The map listed many of Inca ruins in Peru. Peru seems to have cornered the market on sacred places.  Several years ago, I watched a busload of New Age tourists opening themselves to the Inca stones at Macchu Picchu, the Lost City of the Incas high in the mountains. Nearby, a family of Quechua Indians herding three sheep, a pig, and some chickens seemed mildly amused.

But I noticed that the book had missed our sacred spot. The one near here. Fourteen miles upstream from Rock Island, the Mississippi River has its own sacred space.

It is a three-acre green circle in the river. You must come here just before sunrise in May, for only in that month do the paths of the sun and the river channel meet in a spectacular harmony.
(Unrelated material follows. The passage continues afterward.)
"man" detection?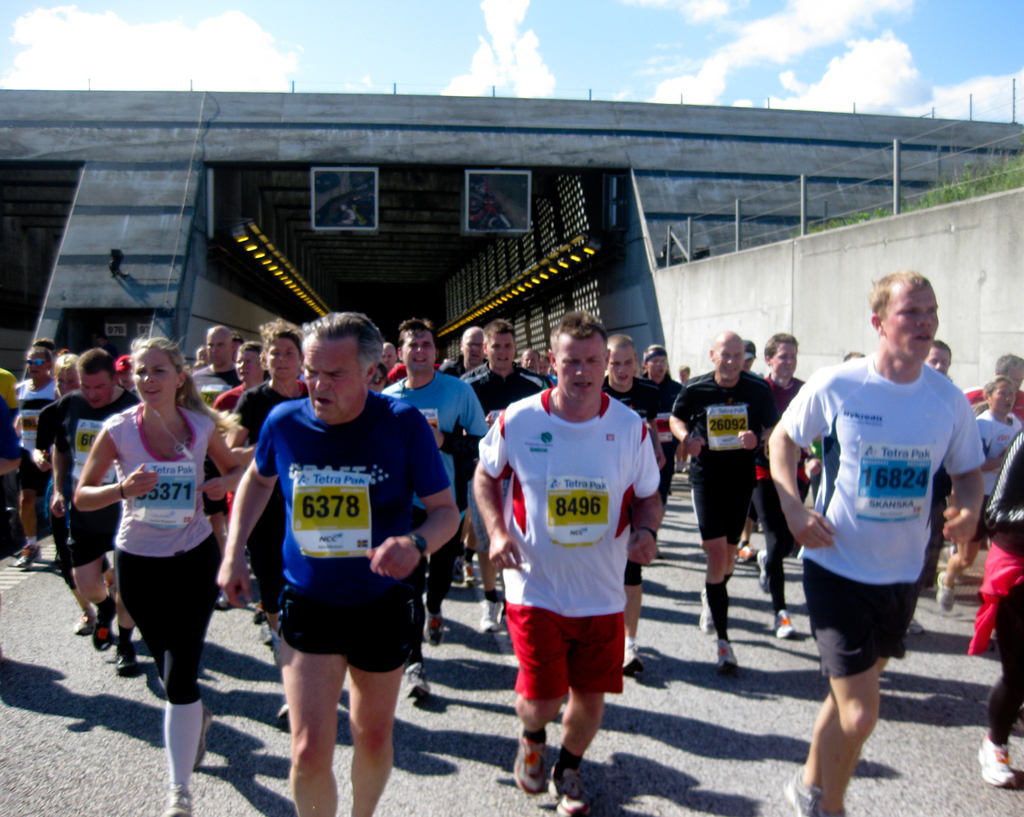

Bring others with you, for these energies must be shared. Build a small fire, heat some coffee, and wait. Make only the smallest of small talk. At about 5:30, the sky will brighten and pink. Stand, then, and look up the channel, and watch the sun edge over the low bluffs, ignite the world, and turn the water to a molten red accompanied by a chorus of birds from the woods nearby. Moses had no more burning bush than this.

Ten minutes and it's over, but enough to last the year. I understand why New Age geography might have missed our spot. In true Midwestern fashion, we do not call it a sacred space, we call it Lock and Dam 14.

Rock Island Lines with Roald Tweet is underwritten by Augustana College, Rock Island, Illinois.

Community
Beginning 1995, historian and folklorist Dr. Roald Tweet spun his stories of the Mississippi Valley to a devoted audience on WVIK. Dr. Tweet published three books as well as numerous literary articles and recorded segments of "Rock Island Lines." His inspiration was that "kidney-shaped limestone island plunked down in the middle of the Mississippi River," a logical site for a storyteller like Dr. Tweet.